Like many others ...I was wrong about Fetterman.
The Pennsylvania senator has always been a character: a hulking six-foot-eight, doing interviews in hoodies, not nearly liberal enough to satisfy much of his Democratic Party.
Fetterman, you’ll recall, suffered a stroke just before he won the Democratic nomination for his seat.
His wife Gisele noticed a drooping of his mouth and took him to a nearby hospital, which, fortunately, was 10 minutes away.
The surgery saved him, but he had trouble understanding words and phrases, communicating only with an iPhone with closed-captioning.
Fetterman’s condition improved, "but in hindsight I should have quit."
He was constantly mentioned on Fox, or under attack. "Uncle Festerman [in an] oversize gym-rat costume," "unfit to run," "the guy can’t talk," a "wax dummy," "where does the man end and the machine." And on social media "Vegetable. Moron. Retard."
This got in his head: "a defining quality of depression, the building blocks of which I had probably struggled with ever since I was a kid. My parents were 19 when I was conceived, and I have always felt it was because of me that my parents were unable to follow their own dreams. When your self-image is negative, as mine was growing up, you gravitate toward shame. You gravitate toward feeling unwanted."
"This inclination persisted even as an adult…"
"Is this my life now?"
Then came the debate against Oz. He was awful.
"This was a make-or-break moment that would determine the outcome of the election, and I had wilted. I’d choked."
"For months, I was suicidal. Paranoid. Not eating. Not sleeping. Not speaking. Not functioning. Resigned. Ashamed. Despairing. Despairing everywhere I was. Up was down, and down was up." He won anyway by 5 points.
Gisele told him "I could not come home until I was back to being myself: The impact on our kids was just too great." So the senator moved in with his parents.
"By February, I wasn’t eating, and I wouldn’t talk to anybody..."
"I began to feel more alive and animated than I had in months. I was present. I felt energy."
"There were still enormous challenges, though. I was terrified to see my family."
"A young therapist-in-training came in to talk to me one day. 'Gisele and the kids are thinking about coming to visit,' she said."
"I don’t think that’s a good idea." The next day: "The kids are better off without me."
"At that point, she stepped out of her professional mode and said the most important thing that has ever been said to me in my life:"
"Children need their daddy."
The visit at a Wendy’s went well. Everyone was relaxed. He needed their love.
I don’t care if you like John Fetterman or not, whether you think he should resign or not, whether you think he’s an awful senator or not. If you can read that without being moved, you don’t have a heart.
Depression is a scourge on our society. Many people are on all kinds of medications to try to cope with it, or in long-term therapy, or both.
I’ve never read such a brutally candid account of what it’s like to struggle with depression, let alone from an incumbent office-holder. It certainly deepened my understanding of this deadly disease, and I hope yours as well.
Howard Kurtz is a media and political analyst and the former host of FOX News Channel's MediaBuzz. Based in Washington, D.C., he joined the network in 2013 and regularly appears on Special Report with Bret Baier and The Story with Martha MacCallum among other programs.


● **HOW TO COMPLETE THIS TASK**
Determine the count of lines in the following entries that contain the string "stroke". Write only the number.

=== WORKING DATA ===

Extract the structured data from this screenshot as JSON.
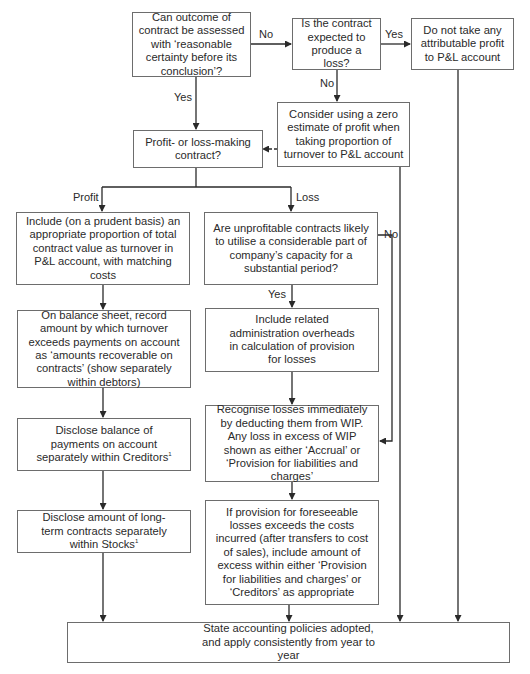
{
  "diagram": {
    "type": "flowchart",
    "nodes": {
      "q_outcome": {
        "text": "Can outcome of contract be assessed with ‘reasonable certainty before its conclusion’?"
      },
      "q_loss": {
        "text": "Is the contract expected to produce a loss?"
      },
      "no_profit": {
        "text": "Do not take any attributable profit to P&L account"
      },
      "zero_estimate": {
        "text": "Consider using a zero estimate of profit when taking proportion of turnover to P&L account"
      },
      "q_profit_loss": {
        "text": "Profit- or loss-making contract?"
      },
      "include_prudent": {
        "text": "Include (on a prudent basis) an appropriate proportion of total contract value as turnover in P&L account, with matching costs"
      },
      "q_capacity": {
        "text": "Are unprofitable contracts likely to utilise a considerable part of company’s capacity for a substantial period?"
      },
      "balance_sheet": {
        "text": "On balance sheet, record amount by which turnover exceeds payments on account as ‘amounts recoverable on contracts’ (show separately within debtors)"
      },
      "include_overheads": {
        "text": "Include related administration overheads in calculation of provision for losses"
      },
      "disclose_payments": {
        "text": "Disclose balance of payments on account separately within Creditors",
        "footnote": "1"
      },
      "recognise_losses": {
        "text": "Recognise losses immediately by deducting them from WIP. Any loss in excess of WIP shown as either ‘Accrual’ or ‘Provision for liabilities and charges’"
      },
      "disclose_longterm": {
        "text": "Disclose amount of long-term contracts separately within Stocks",
        "footnote": "1"
      },
      "provision_excess": {
        "text": "If provision for foreseeable losses exceeds the costs incurred (after transfers to cost of sales), include amount of excess within either ‘Provision for liabilities and charges’ or ‘Creditors’ as appropriate"
      },
      "state_policies": {
        "text": "State accounting policies adopted, and apply consistently from year to year"
      }
    },
    "edge_labels": {
      "outcome_no": "No",
      "outcome_yes": "Yes",
      "loss_yes": "Yes",
      "loss_no": "No",
      "profit": "Profit",
      "loss": "Loss",
      "capacity_yes": "Yes",
      "capacity_no": "No"
    },
    "edges": [
      {
        "from": "q_outcome",
        "to": "q_loss",
        "label": "No"
      },
      {
        "from": "q_outcome",
        "to": "q_profit_loss",
        "label": "Yes"
      },
      {
        "from": "q_loss",
        "to": "no_profit",
        "label": "Yes"
      },
      {
        "from": "q_loss",
        "to": "zero_estimate",
        "label": "No"
      },
      {
        "from": "zero_estimate",
        "to": "q_profit_loss",
        "style": "dashed"
      },
      {
        "from": "q_profit_loss",
        "to": "include_prudent",
        "label": "Profit"
      },
      {
        "from": "q_profit_loss",
        "to": "q_capacity",
        "label": "Loss"
      },
      {
        "from": "include_prudent",
        "to": "balance_sheet"
      },
      {
        "from": "balance_sheet",
        "to": "disclose_payments"
      },
      {
        "from": "disclose_payments",
        "to": "disclose_longterm"
      },
      {
        "from": "disclose_longterm",
        "to": "state_policies"
      },
      {
        "from": "q_capacity",
        "to": "include_overheads",
        "label": "Yes"
      },
      {
        "from": "q_capacity",
        "to": "recognise_losses",
        "label": "No"
      },
      {
        "from": "include_overheads",
        "to": "recognise_losses"
      },
      {
        "from": "recognise_losses",
        "to": "provision_excess"
      },
      {
        "from": "provision_excess",
        "to": "state_policies"
      },
      {
        "from": "zero_estimate",
        "to": "state_policies"
      },
      {
        "from": "no_profit",
        "to": "state_policies"
      }
    ],
    "colors": {
      "line": "#2a2a2a",
      "border": "#6d6d6d",
      "background": "#ffffff",
      "text": "#2a2a2a"
    }
  }
}
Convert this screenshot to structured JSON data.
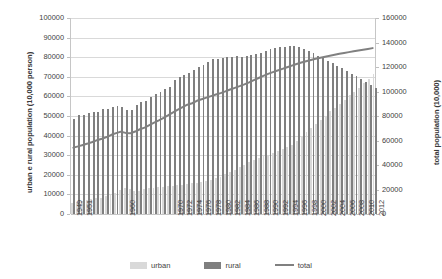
{
  "chart_data": {
    "type": "bar",
    "title": "",
    "subtitle": "",
    "xlabel": "",
    "ylabel": "urban e rural population (10,000 person)",
    "y2label": "total population (10,000)",
    "ylim": [
      0,
      100000
    ],
    "y2lim": [
      0,
      160000
    ],
    "ytick_labels": [
      "100000",
      "90000",
      "80000",
      "70000",
      "60000",
      "50000",
      "40000",
      "30000",
      "20000",
      "10000",
      "0"
    ],
    "ytick_values": [
      100000,
      90000,
      80000,
      70000,
      60000,
      50000,
      40000,
      30000,
      20000,
      10000,
      0
    ],
    "y2tick_labels": [
      "160000",
      "140000",
      "120000",
      "100000",
      "80000",
      "60000",
      "40000",
      "20000",
      "0"
    ],
    "y2tick_values": [
      160000,
      140000,
      120000,
      100000,
      80000,
      60000,
      40000,
      20000,
      0
    ],
    "grid": true,
    "legend_position": "bottom",
    "legend": [
      "urban",
      "rural",
      "total"
    ],
    "colors": {
      "urban": "#d9d9d9",
      "rural": "#7f7f7f",
      "total": "#808080",
      "gridline": "#d9d9d9",
      "axis": "#c6c6c6",
      "text": "#3f3f3f"
    },
    "x": [
      1949,
      1950,
      1951,
      1952,
      1953,
      1954,
      1955,
      1956,
      1957,
      1958,
      1959,
      1960,
      1961,
      1962,
      1963,
      1964,
      1965,
      1966,
      1967,
      1968,
      1969,
      1970,
      1971,
      1972,
      1973,
      1974,
      1975,
      1976,
      1977,
      1978,
      1979,
      1980,
      1981,
      1982,
      1983,
      1984,
      1985,
      1986,
      1987,
      1988,
      1989,
      1990,
      1991,
      1992,
      1993,
      1994,
      1995,
      1996,
      1997,
      1998,
      1999,
      2000,
      2001,
      2002,
      2003,
      2004,
      2005,
      2006,
      2007,
      2008,
      2009,
      2010,
      2011,
      2012
    ],
    "xtick_labels": [
      "1949",
      "1951",
      "1960",
      "1970",
      "1972",
      "1974",
      "1976",
      "1978",
      "1980",
      "1982",
      "1984",
      "1986",
      "1988",
      "1990",
      "1992",
      "1994",
      "1996",
      "1998",
      "2000",
      "2002",
      "2004",
      "2006",
      "2008",
      "2010",
      "2012"
    ],
    "series": [
      {
        "name": "urban",
        "axis": "left",
        "values": [
          5765,
          6169,
          6632,
          7163,
          7826,
          8249,
          8285,
          9185,
          9949,
          10721,
          12371,
          13073,
          12707,
          11659,
          11646,
          12950,
          13045,
          13313,
          13548,
          13838,
          14117,
          14424,
          14711,
          14935,
          15345,
          15595,
          16030,
          16341,
          16669,
          17245,
          18495,
          19140,
          20171,
          21480,
          22274,
          24017,
          25094,
          26366,
          27674,
          28661,
          29540,
          30195,
          31203,
          32175,
          33173,
          34169,
          35174,
          37304,
          39449,
          41608,
          43748,
          45906,
          48064,
          50212,
          52376,
          54283,
          56212,
          58288,
          60633,
          62403,
          64512,
          66978,
          69079,
          71182
        ],
        "description": "urban population, 10,000 persons"
      },
      {
        "name": "rural",
        "axis": "left",
        "values": [
          48402,
          50319,
          50749,
          51496,
          51821,
          52245,
          53398,
          53699,
          54704,
          55273,
          54836,
          53134,
          53152,
          55636,
          57306,
          57833,
          59493,
          61329,
          62440,
          63679,
          64982,
          68568,
          69685,
          71017,
          72152,
          73474,
          74858,
          76109,
          77357,
          79014,
          79047,
          79565,
          79901,
          80174,
          80734,
          80340,
          80757,
          81141,
          81626,
          82365,
          83164,
          84138,
          84620,
          84996,
          85344,
          85681,
          85947,
          85085,
          84177,
          83153,
          82038,
          80837,
          79563,
          78241,
          76851,
          75705,
          74544,
          73160,
          71496,
          70399,
          68938,
          67113,
          65656,
          64222
        ],
        "description": "rural population, 10,000 persons"
      },
      {
        "name": "total",
        "axis": "right",
        "values": [
          54167,
          55196,
          56300,
          57482,
          58796,
          60266,
          61465,
          62828,
          64653,
          65994,
          67207,
          66207,
          65859,
          67295,
          69172,
          70499,
          72538,
          74542,
          76368,
          78534,
          80671,
          82992,
          85229,
          87177,
          89211,
          90409,
          92420,
          93717,
          94974,
          96259,
          97542,
          98705,
          100072,
          101654,
          103008,
          104357,
          105851,
          107507,
          109300,
          111026,
          112704,
          114333,
          115823,
          117171,
          118517,
          119850,
          121121,
          122389,
          123626,
          124761,
          125786,
          126743,
          127627,
          128453,
          129227,
          129988,
          130756,
          131448,
          132129,
          132802,
          133450,
          134091,
          134735,
          135404
        ],
        "description": "total population, 10,000 persons"
      }
    ]
  }
}
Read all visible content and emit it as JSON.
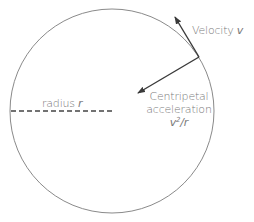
{
  "diagram": {
    "circle": {
      "cx": 112,
      "cy": 111,
      "r": 102,
      "stroke": "#8a8a8a"
    },
    "radius_line": {
      "x1": 11,
      "y1": 111,
      "x2": 112,
      "y2": 111,
      "stroke": "#444444",
      "dash": "5,3"
    },
    "velocity_arrow": {
      "x1": 199,
      "y1": 57,
      "x2": 175,
      "y2": 17,
      "stroke": "#3a3a3a"
    },
    "centripetal_arrow": {
      "x1": 199,
      "y1": 57,
      "x2": 138,
      "y2": 93,
      "stroke": "#3a3a3a"
    },
    "labels": {
      "velocity": {
        "text": "Velocity ",
        "symbol": "v"
      },
      "radius": {
        "text": "radius ",
        "symbol": "r"
      },
      "centripetal": {
        "line1": "Centripetal",
        "line2": "acceleration",
        "formula_base": "v",
        "formula_exp": "2",
        "formula_rest": "/r"
      }
    },
    "colors": {
      "text": "#7a7a7a",
      "arrow": "#3a3a3a",
      "circle": "#8a8a8a",
      "background": "#ffffff"
    }
  }
}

===

● **ANSWER SECTION**
4